How much does it cost to sell a home in San Francisco?+
Total seller costs typically run 6 – 9% of the sale price once you include commissions, transfer tax (which scales sharply above $5M), title and escrow, prorations, and prep. See the seller closing costs guide for line-item examples.
What's the best month to list in San Francisco?+
Historically, March through early June and mid-September through October are the strongest windows. But neighborhood-level patterns matter more than citywide patterns — and the *week* you launch within those windows matters more than the month. See the 'when to sell' guide for the full breakdown.

Related San Francisco guides

Keep going — these are the next reads I'd hand a seller client after this one.

seller
Prepping and Staging Your SF Home for Sale

The pre-listing playbook San Francisco sellers actually need: which projects return more than they cost, what to skip, the realistic prep timeline, and how staging works in SF (where Victorians, Edwardians, and small-footprint condos each need different treatments).

seller
When to Sell Your San Francisco Home: Timing Strategy

Seasonal patterns, week-of-launch effects, and the personal triggers that actually drive a successful sale. The honest answer to 'when should I list?' from a Realtor who watches the SF market every day.

seller
San Francisco Seller Closing Costs: What You'll Actually Pay

Line-item breakdown of what it costs to sell a home in San Francisco — commissions, the tiered SF transfer tax, title, escrow, prorations, and the small line items that quietly add up.

seller
California Seller Disclosure Requirements: The SF Edition

What you must disclose when selling a home in California — and the extra layers San Francisco adds.
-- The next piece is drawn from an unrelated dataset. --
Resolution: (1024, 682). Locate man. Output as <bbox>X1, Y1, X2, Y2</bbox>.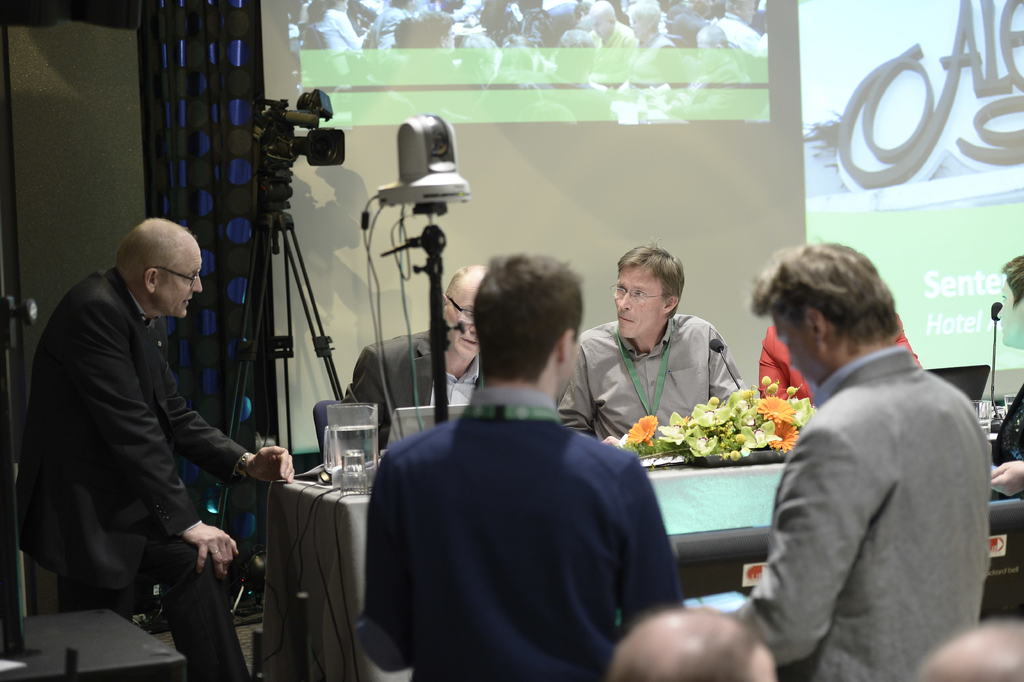
<bbox>993, 257, 1023, 499</bbox>.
A plain-English walk through the TDS, SPQ, NHD, 3R Report, and the city-specific items that catch out-of-area sellers.

landlord
San Francisco Rent Control Explained

The complete, plain-English guide to San Francisco rent control: which buildings are covered, how much rent can legally go up, allowable passthroughs, owner move-in and Ellis Act rules, buyouts, and the mistakes that cost landlords and tenants the most money.

buyer
First-Time Buyer Guide for San Francisco

Christopher Lee's definitive first-time buyer playbook for San Francisco — how to set a real budget, choose the right neighborhood, win in multiple offers, navigate TICs and condos, and avoid the mistakes that cost SF buyers six figures.

investor
Investing in San Francisco Multi-Family Properties

How to evaluate, underwrite, finance, and operate San Francisco multi-family properties — written from over a decade of buy-side and listing experience. Covers cap rates, rent-controlled rent rolls, condo and TIC exits, soft-story risk, and the underwriting mistakes that quietly destroy returns.

For Sellers

What will you actually walk away with?

Model commission, transfer tax, payoff, and capital gains to see your net proceeds.

Request a Home Valuation

Get a personalized estimate based on real SF comps.